Tae-hyun is quiet for a moment. "Can I tell you something? Mi-sun thinks Ji-won is hiding something too."
"What?"
"Woman's intuition or whatever. Mi-sun said something felt off at the Itaewon dinner. Like Ji-won was performing or holding something back. And when Yu-jin showed up, there was this whole energy between them—like Yu-jin was checking on her or monitoring something."
My stomach tightens. "You think she's hiding something as serious as the bet?"
"I don't know. But maybe that's why she keeps postponing the conversation. Maybe she's scared to confess too."
"What could she be hiding?"
"No idea. But Min-jae—what if you both confess on Tuesday and it turns out you both started this for the wrong reasons? Would that make it better or worse?"
I don't have an answer.
We talk for another twenty minutes—about tomorrow's pitch, about next Sunday's dinner, about whether two people can build something real on a foundation of lies. Tae-hyun is characteristically practical: "Foundations can be replaced. What matters is whether the house you built on top is worth saving."
After we hang up, I try to distract myself. I watch a movie I don't follow. I read articles I don't absorb. I reorganize my bookshelf for no reason.

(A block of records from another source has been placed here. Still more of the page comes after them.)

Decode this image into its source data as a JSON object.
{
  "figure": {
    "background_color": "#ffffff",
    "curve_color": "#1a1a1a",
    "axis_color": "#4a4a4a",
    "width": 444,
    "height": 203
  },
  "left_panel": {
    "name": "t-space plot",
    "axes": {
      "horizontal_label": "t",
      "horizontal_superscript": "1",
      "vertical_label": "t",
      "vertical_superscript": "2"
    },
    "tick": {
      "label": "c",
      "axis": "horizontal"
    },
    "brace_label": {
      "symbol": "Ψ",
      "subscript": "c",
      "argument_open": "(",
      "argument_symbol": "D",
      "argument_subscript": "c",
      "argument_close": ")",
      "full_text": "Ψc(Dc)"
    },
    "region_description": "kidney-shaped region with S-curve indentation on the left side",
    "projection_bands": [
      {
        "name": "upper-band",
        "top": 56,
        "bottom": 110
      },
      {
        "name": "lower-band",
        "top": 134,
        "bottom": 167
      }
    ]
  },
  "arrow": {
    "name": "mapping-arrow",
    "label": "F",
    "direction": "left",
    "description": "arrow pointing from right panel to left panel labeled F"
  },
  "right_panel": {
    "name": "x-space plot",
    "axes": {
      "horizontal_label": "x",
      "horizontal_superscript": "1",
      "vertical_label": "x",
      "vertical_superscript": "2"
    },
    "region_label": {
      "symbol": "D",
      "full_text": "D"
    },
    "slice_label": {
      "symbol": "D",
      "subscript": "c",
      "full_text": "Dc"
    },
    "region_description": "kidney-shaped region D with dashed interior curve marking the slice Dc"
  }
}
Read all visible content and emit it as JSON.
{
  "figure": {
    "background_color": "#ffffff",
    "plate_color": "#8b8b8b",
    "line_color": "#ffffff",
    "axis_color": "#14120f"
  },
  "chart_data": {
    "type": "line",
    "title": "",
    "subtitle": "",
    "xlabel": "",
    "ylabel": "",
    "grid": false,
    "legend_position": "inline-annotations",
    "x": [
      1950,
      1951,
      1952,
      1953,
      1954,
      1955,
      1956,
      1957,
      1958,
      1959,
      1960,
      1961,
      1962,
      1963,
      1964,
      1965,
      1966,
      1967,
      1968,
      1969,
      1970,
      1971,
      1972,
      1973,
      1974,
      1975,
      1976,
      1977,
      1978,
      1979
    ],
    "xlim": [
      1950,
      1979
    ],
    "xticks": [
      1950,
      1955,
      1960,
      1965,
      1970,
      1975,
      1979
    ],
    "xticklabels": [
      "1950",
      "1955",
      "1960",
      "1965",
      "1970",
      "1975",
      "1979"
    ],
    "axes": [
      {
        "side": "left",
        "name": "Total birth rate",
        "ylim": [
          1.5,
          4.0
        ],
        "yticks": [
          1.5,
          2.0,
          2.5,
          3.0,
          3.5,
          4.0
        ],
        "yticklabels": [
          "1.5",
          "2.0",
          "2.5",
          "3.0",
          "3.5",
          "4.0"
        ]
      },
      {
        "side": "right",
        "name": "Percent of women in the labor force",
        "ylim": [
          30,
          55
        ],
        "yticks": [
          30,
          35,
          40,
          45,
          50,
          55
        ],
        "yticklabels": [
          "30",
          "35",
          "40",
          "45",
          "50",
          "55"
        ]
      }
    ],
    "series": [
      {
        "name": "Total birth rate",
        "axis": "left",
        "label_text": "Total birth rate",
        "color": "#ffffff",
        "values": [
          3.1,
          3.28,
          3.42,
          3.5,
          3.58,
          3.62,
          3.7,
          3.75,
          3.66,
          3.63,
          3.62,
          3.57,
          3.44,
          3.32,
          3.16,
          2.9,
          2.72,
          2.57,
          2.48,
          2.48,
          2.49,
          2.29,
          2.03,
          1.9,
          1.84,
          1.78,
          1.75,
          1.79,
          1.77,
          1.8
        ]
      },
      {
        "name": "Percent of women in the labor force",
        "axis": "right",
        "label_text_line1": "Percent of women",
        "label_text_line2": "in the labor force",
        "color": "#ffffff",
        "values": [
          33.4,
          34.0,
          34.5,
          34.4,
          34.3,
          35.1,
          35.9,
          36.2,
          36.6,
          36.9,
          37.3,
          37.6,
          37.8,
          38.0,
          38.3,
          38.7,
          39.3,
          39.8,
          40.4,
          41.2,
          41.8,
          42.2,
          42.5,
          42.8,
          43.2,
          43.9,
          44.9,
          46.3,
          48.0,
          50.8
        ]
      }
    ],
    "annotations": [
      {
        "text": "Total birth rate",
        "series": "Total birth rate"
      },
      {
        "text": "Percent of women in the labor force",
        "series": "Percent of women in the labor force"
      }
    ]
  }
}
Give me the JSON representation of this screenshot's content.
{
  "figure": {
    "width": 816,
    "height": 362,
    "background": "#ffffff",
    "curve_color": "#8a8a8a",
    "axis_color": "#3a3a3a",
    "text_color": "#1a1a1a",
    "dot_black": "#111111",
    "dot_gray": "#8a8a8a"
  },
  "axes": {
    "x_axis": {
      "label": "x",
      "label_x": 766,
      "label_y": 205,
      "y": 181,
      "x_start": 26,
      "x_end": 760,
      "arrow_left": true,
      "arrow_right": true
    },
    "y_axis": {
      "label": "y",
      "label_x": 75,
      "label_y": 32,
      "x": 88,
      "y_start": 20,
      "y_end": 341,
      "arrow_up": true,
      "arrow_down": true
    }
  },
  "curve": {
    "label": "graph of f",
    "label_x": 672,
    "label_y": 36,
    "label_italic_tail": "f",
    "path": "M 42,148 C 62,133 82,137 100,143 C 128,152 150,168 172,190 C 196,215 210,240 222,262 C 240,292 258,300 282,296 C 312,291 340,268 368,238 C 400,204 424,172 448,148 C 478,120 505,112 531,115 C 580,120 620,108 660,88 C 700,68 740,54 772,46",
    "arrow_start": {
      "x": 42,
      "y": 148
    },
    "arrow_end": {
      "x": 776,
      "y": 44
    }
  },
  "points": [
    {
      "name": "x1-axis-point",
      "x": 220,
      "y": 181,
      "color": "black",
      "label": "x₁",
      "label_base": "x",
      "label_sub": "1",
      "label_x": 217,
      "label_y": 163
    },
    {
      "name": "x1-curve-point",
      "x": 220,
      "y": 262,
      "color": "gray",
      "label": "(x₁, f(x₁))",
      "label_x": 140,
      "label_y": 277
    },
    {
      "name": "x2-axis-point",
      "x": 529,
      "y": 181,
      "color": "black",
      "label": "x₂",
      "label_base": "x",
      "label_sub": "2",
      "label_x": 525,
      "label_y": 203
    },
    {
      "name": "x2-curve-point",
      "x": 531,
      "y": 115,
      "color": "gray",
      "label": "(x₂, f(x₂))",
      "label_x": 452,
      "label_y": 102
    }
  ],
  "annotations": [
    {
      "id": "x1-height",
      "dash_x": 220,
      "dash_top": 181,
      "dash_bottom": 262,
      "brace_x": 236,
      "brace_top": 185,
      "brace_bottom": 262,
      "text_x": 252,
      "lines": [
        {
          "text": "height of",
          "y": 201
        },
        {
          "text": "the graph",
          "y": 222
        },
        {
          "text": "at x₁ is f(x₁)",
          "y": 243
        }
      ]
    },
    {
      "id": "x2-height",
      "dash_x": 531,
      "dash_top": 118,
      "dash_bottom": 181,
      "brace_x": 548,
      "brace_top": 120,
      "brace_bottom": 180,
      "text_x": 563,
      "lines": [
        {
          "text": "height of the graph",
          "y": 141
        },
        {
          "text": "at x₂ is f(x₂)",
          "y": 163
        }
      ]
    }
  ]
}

At 10:47 PM, my phone buzzed. Ji-won.
Ji-won: Are you awake?
Me: Yeah. Can't sleep.
Ji-won: Same. Thinking too much.
Me: About Tuesday?
Ji-won: About everything. About how we got here. About what happens next.

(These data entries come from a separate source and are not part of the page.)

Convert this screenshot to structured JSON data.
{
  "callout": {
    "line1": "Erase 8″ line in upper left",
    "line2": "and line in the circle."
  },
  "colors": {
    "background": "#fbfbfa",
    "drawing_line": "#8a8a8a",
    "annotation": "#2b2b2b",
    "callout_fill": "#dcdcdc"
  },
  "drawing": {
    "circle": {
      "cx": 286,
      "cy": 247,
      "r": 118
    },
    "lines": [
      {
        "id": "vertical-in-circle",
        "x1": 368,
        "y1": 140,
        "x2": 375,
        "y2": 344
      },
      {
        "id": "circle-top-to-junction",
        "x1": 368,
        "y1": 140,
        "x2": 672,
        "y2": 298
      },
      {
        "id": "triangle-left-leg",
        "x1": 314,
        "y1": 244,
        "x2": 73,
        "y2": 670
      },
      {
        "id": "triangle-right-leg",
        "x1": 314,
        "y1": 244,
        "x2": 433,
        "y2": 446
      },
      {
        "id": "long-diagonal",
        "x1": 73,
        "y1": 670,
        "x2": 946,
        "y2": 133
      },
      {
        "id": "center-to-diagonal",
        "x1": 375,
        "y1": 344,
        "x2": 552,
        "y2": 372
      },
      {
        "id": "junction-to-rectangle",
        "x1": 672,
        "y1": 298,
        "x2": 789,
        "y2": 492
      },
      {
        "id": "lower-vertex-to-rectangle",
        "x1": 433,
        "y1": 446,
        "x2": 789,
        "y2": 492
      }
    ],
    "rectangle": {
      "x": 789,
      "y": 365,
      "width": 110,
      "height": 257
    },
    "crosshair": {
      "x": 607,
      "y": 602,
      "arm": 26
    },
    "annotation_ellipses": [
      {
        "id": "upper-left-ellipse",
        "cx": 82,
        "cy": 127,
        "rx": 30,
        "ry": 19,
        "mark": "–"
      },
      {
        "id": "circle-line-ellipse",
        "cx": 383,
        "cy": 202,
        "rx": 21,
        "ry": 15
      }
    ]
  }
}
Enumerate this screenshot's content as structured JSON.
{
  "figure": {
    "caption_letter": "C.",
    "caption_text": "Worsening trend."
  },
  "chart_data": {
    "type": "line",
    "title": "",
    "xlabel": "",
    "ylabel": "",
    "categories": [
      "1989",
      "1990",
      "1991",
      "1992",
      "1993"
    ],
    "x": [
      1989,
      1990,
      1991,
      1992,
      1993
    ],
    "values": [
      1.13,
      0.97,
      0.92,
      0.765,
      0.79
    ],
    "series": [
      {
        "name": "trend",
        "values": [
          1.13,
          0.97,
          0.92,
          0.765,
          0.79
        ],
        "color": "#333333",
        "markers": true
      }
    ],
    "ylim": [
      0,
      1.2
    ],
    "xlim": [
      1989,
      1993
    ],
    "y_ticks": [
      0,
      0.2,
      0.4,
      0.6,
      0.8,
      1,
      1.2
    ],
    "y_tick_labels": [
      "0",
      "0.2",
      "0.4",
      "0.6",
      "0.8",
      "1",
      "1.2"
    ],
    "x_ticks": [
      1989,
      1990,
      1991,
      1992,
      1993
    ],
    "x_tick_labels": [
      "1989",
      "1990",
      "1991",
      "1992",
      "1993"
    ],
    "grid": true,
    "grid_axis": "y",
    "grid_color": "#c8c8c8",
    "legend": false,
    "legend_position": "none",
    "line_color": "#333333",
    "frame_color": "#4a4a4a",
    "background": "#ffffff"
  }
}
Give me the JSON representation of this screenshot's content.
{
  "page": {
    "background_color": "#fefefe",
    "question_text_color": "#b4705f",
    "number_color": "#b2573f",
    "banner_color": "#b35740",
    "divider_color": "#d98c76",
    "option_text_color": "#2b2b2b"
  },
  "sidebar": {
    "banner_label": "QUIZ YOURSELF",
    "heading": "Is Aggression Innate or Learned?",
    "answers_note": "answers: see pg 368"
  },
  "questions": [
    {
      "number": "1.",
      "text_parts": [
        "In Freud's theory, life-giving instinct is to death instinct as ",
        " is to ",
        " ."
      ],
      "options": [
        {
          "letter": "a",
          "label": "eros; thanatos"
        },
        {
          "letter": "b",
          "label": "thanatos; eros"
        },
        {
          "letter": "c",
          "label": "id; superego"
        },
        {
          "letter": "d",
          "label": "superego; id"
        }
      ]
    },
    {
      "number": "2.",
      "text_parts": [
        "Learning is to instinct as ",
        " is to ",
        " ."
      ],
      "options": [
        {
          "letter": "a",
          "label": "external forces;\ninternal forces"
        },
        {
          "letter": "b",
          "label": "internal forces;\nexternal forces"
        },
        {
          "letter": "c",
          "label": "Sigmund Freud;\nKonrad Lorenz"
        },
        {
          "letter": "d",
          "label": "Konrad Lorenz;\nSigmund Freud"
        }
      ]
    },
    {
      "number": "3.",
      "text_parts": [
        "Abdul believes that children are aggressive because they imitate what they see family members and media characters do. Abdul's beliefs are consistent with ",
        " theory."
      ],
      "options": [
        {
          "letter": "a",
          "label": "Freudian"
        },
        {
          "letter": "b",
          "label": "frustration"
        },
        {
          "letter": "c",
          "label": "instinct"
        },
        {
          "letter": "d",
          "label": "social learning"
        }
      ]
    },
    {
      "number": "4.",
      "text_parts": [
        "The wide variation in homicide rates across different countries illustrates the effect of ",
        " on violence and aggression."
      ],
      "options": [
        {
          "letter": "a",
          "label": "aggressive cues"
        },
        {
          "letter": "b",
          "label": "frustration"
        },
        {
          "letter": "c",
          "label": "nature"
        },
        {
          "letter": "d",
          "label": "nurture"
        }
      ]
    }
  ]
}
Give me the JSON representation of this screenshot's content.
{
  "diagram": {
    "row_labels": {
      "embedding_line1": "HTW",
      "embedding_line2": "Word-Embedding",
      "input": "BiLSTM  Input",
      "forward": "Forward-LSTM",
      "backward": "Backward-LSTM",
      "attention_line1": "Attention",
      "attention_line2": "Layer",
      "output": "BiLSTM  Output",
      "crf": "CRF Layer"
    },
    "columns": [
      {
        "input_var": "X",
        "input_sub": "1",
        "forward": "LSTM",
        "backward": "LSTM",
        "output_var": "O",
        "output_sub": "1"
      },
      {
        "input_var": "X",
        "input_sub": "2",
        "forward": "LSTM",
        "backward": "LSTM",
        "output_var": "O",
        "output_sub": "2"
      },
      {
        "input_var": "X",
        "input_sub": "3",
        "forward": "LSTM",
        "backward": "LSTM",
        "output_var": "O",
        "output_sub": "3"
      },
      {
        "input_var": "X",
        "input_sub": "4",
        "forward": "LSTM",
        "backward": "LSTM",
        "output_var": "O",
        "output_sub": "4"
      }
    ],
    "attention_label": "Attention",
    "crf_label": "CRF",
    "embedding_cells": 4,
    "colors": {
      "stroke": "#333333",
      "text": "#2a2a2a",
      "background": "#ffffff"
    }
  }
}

Me: Wherever we got here, I'm glad we did.
Ji-won: Even if the getting here wasn't perfect?
Me: Nothing's perfect. But some things are real despite being imperfect. Maybe because they're imperfect.

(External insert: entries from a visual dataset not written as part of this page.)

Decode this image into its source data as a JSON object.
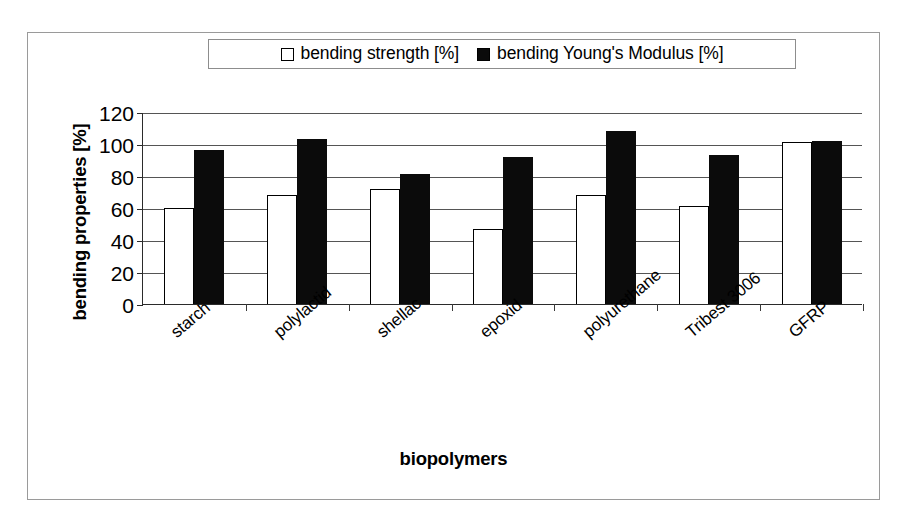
{
  "chart_data": {
    "type": "bar",
    "title": "",
    "xlabel": "biopolymers",
    "ylabel": "bending properties [%]",
    "categories": [
      "starch",
      "polylactid",
      "shellac",
      "epoxid",
      "polyurethane",
      "Tribest 3006",
      "GFRP"
    ],
    "series": [
      {
        "name": "bending strength [%]",
        "color": "#ffffff",
        "edge_color": "#000000",
        "values": [
          60,
          68,
          72,
          47,
          68,
          61,
          101
        ]
      },
      {
        "name": "bending Young's Modulus [%]",
        "color": "#0b0b0b",
        "edge_color": "#0b0b0b",
        "values": [
          96,
          103,
          81,
          92,
          108,
          93,
          102
        ]
      }
    ],
    "ylim": [
      0,
      120
    ],
    "yticks": [
      0,
      20,
      40,
      60,
      80,
      100,
      120
    ],
    "ytick_labels": [
      "0",
      "20",
      "40",
      "60",
      "80",
      "100",
      "120"
    ],
    "grid": true,
    "legend_position": "top-center",
    "legend_entries": [
      "bending strength [%]",
      "bending Young's Modulus [%]"
    ]
  }
}
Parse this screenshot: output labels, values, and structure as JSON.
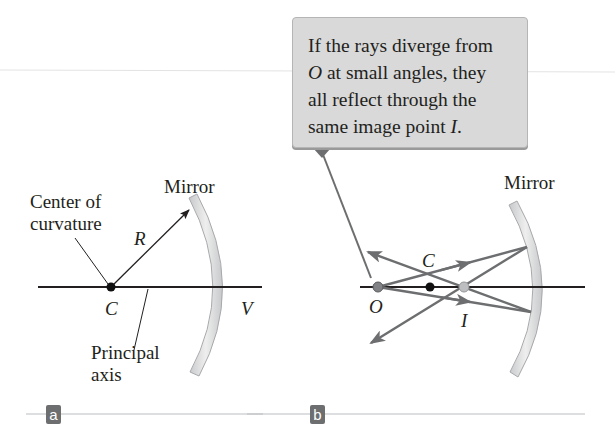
{
  "figure": {
    "panel_a": {
      "badge": "a",
      "labels": {
        "mirror": "Mirror",
        "center_line1": "Center of",
        "center_line2": "curvature",
        "radius": "R",
        "center_point": "C",
        "vertex": "V",
        "axis_line1": "Principal",
        "axis_line2": "axis"
      }
    },
    "panel_b": {
      "badge": "b",
      "callout": {
        "line1": "If the rays diverge from",
        "line2_italic": "O",
        "line2_rest": " at small angles, they",
        "line3": "all reflect through the",
        "line4_prefix": "same image point ",
        "line4_italic": "I",
        "line4_suffix": "."
      },
      "labels": {
        "mirror": "Mirror",
        "object": "O",
        "center_point": "C",
        "image": "I"
      }
    },
    "colors": {
      "mirror_fill": "#d8d8d8",
      "mirror_edge": "#a7a9ac",
      "ray": "#6d6e70",
      "axis": "#231f20",
      "callout_bg": "#d9d9d9",
      "badge_bg": "#6d6e70",
      "object_dot": "#808285",
      "image_dot": "#bcbec0"
    }
  }
}
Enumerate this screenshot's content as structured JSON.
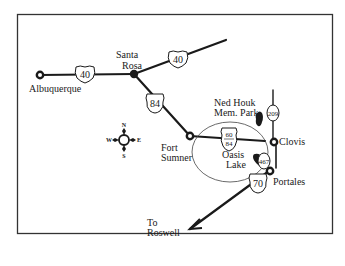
{
  "map": {
    "title": "",
    "border_color": "#333333",
    "road_color": "#1a1a1a",
    "cities": [
      {
        "name": "Albuquerque",
        "x": 40,
        "y": 75
      },
      {
        "name": "Santa Rosa",
        "x": 134,
        "y": 74
      },
      {
        "name": "Fort Sumner",
        "x": 190,
        "y": 136
      },
      {
        "name": "Clovis",
        "x": 272,
        "y": 142
      },
      {
        "name": "Portales",
        "x": 269,
        "y": 171
      }
    ],
    "labels": {
      "albuquerque": "Albuquerque",
      "santa_rosa_1": "Santa",
      "santa_rosa_2": "Rosa",
      "fort_sumner_1": "Fort",
      "fort_sumner_2": "Sumner",
      "clovis": "Clovis",
      "portales": "Portales",
      "ned_houk_1": "Ned Houk",
      "ned_houk_2": "Mem. Park",
      "oasis_1": "Oasis",
      "oasis_2": "Lake",
      "roswell_1": "To",
      "roswell_2": "Roswell"
    },
    "routes": [
      {
        "id": "I-40 west",
        "shield": "40",
        "type": "interstate"
      },
      {
        "id": "I-40 east",
        "shield": "40",
        "type": "interstate"
      },
      {
        "id": "US-84",
        "shield": "84",
        "type": "us"
      },
      {
        "id": "US-60/84",
        "shield_top": "60",
        "shield_bottom": "84",
        "type": "us"
      },
      {
        "id": "NM-209",
        "shield": "209",
        "type": "state"
      },
      {
        "id": "NM-467",
        "shield": "467",
        "type": "state"
      },
      {
        "id": "US-70",
        "shield": "70",
        "type": "us"
      }
    ],
    "compass": {
      "n": "N",
      "s": "S",
      "e": "E",
      "w": "W"
    }
  }
}
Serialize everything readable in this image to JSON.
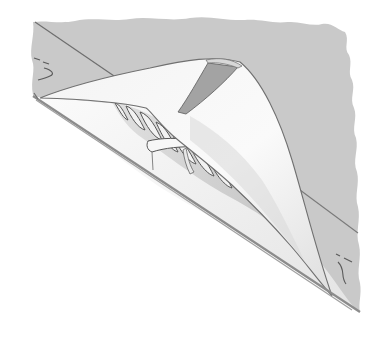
{
  "illustration": {
    "subject": "Sail corner with cloth flap folded back revealing twisted boltrope sewn along the edge",
    "colors": {
      "background": "#ffffff",
      "sail_grey": "#c9c9c9",
      "cloth_white": "#f7f7f7",
      "shadow_grey": "#9a9a9a",
      "line_dark": "#6e6e6e",
      "rope_light": "#f2f2f2",
      "rope_shadow": "#8a8a8a"
    },
    "elements": [
      "grey-sail-panel",
      "seam-line",
      "folded-cloth-flap",
      "boltrope",
      "binding-strap",
      "edge-double-line",
      "stitch-mark-top-left",
      "stitch-mark-bottom-right"
    ]
  }
}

Ji-won: That's very philosophical for 11 PM on a Sunday.
Me: I'm procrastinating sleep by having deep thoughts.
Ji-won: Same. I keep writing things and deleting them. Practicing my confession.
Me: Want to practice on me?
Ji-won: Not yet. I need to get it right first.
Me: There's no right way to confess something difficult. You just have to say it and hope the other person understands.
Ji-won: What if they don't understand?
Me: Then you explain until they do. Or you accept that understanding takes time.
Ji-won: Min-jae?
Me: Yeah?
Ji-won: Whatever you need to tell me on Tuesday—I'm going to try to understand. Even if it's hard to hear. I promise I'll try.
Me: Same. Whatever you need to tell me, I'll listen. Really listen.
Ji-won: Thank you.
Me: For what?
Ji-won: For being patient with me. With this. With all the postponing and avoidance. I know I keep delaying the conversation.
Me: I keep delaying it too. We're both scared.
Ji-won: Of the same thing?
Me: Maybe. Of losing something that matters before we've fully figured out what it is.
There's a long pause before she responds.
Ji-won: I don't want to lose you.
Me: I don't want to lose you either.
Ji-won: Then we won't. Tuesday we'll confess everything, and then we'll figure out how to move forward honestly.
Me: Deal.
Ji-won: Goodnight, Min-jae. Good luck with the pitch tomorrow. You're going to be amazing.
Me: Thank you. Goodnight, Ji-won.
I set down my phone and finally got ready for bed. Tomorrow is Monday—eight days since we met, three days left on the original bet timeline. Tomorrow I pitch authentic romance to James Woo while still keeping secrets from the person who taught me what authentic actually means.
Tuesday, we confess. Both of us, apparently. Whatever she's hiding, whatever I'm hiding, we put it all on the table and see if what we've built can survive exposure to truth.
I fall asleep thinking about my mother's words: *Honesty without kindness is cruel.*
Tuesday, I need to be honest and kind simultaneously. Tell Ji-won about the bet while making her understand it stopped being about the bet almost immediately. Confess my deception while proving my feelings are real.
I just hope real is enough.
In my dreams, I'm back at the gyro drop with Ji-won, suspended at the top, about to fall. But this time, instead of dropping, we just hang there—frozen in the moment before descent, neither rising nor falling, stuck in the space between what was and what could be.
And I wake up at 3 AM with the sudden, terrifying realization that Tuesday might not be about choosing between honesty and kindness.
It might be about whether honesty destroys everything no matter how kindly it's delivered.